The Bureau of Land Management has issued a “finding of no significant impact” on its order to close the White Castle timber sale to public access, but the protesters currently occupying the trees in opposition to the planned logging project beg to differ. They say cutting the native trees hurts the ecosystem and doesn’t solve the root problems of lack of money for counties and a lack of jobs. A comment period on the closure ends Aug. 30.
White Castle is a pilot project outside of Roseburg on the O&C lands that are the current focus of a controversial bill in Congress that would split the lands into a timber trust and a conservation trust.

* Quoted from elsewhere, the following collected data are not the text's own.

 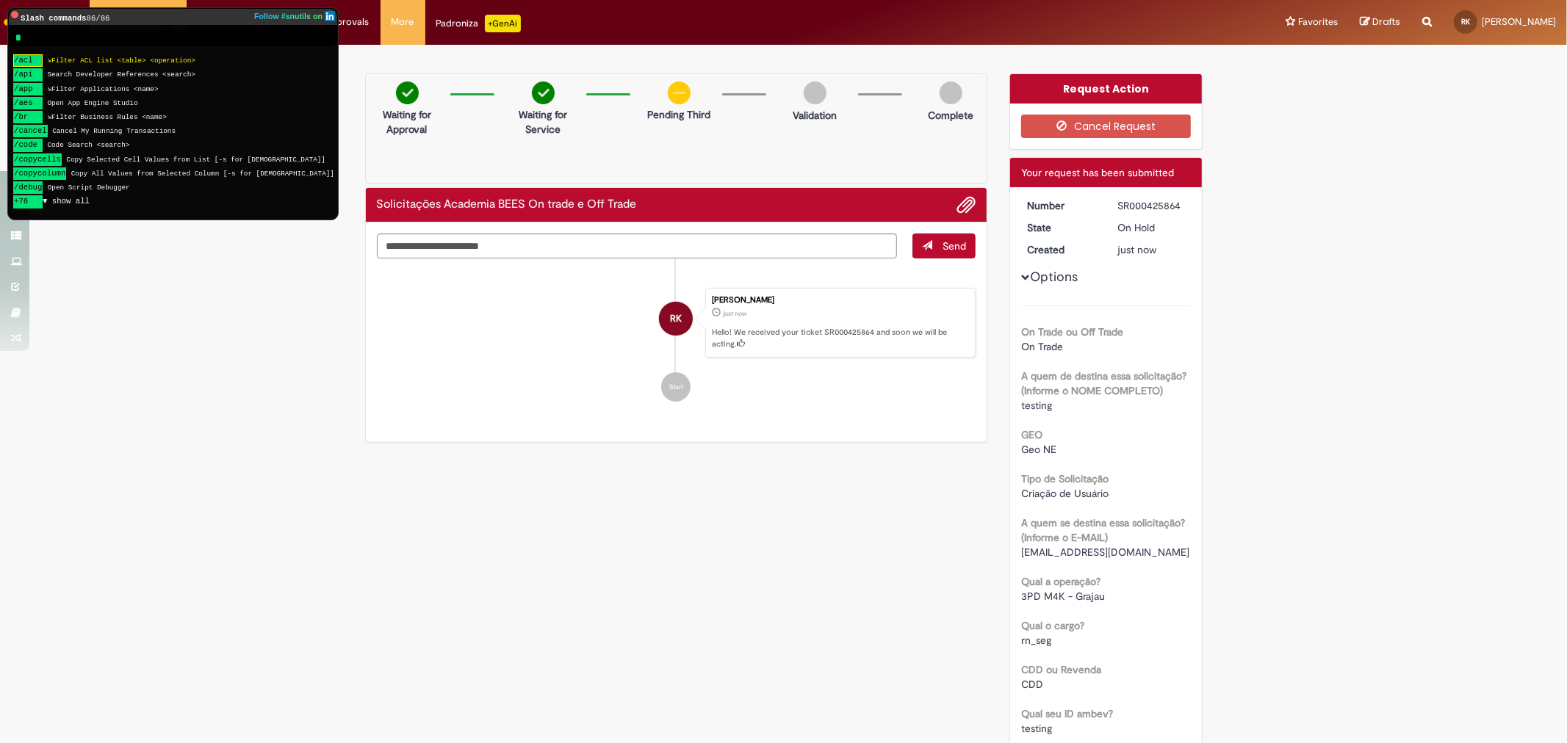 What do you see at coordinates (92, 103) in the screenshot?
I see `span: Open App Engine Studio` at bounding box center [92, 103].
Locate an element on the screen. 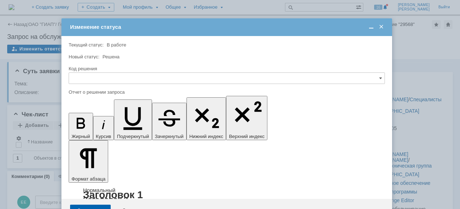 The height and width of the screenshot is (209, 460). div: Код решения is located at coordinates (226, 68).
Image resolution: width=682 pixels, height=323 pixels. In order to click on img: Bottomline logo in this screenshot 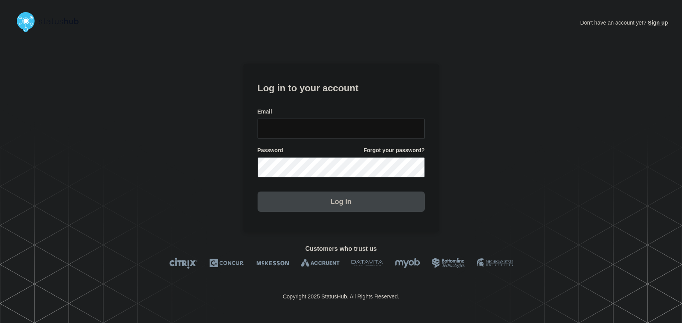, I will do `click(448, 263)`.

Forest scientists call White Castle a “variable retention harvest” and say logging there will create early seral habitat, with bushes, forbs and hardwoods, and help the wildlife that depends on them. Early seral habitat is lacking in Oregon due to industrial logging and herbicide spraying after trees are cut, according to OSU professor Norm Johnson, who came up with White Castle and other O&C pilot projects together with Jerry Franklin of the University of Washington.
The Cascadia Forest Defenders call White Castle a clearcut and have had a treesit blocking logging in the area for more than two months.
The closure order would be for up to 24 months, according to BLM documents, and would affect 2,167 acres. Its goal is to “minimize user conflicts during implementation of the White Castle Variable Retention Harvest Project,” the documents say, which would involve ending the treesit.
Ben Jones of Cascadia Forest Defenders says the group is “preventing any destruction of this ecosystem and we intend to be there until the sale is dropped.” Jones says the treesit is popular in nearby Myrtle Creek because residents are “concerned about watershed and are not buying the industry part.” He says timber companies try to get richer by attempting to convince the people they oppress that the logging is to their benefit when those people are not actually getting any jobs.
To comment on the closure order go to wkly.ws/1j6 or write Steve Lydick at Roseburg District, Bureau of Land Management, 777 NW Garden Valley Blvd., Roseburg, OR, 97471.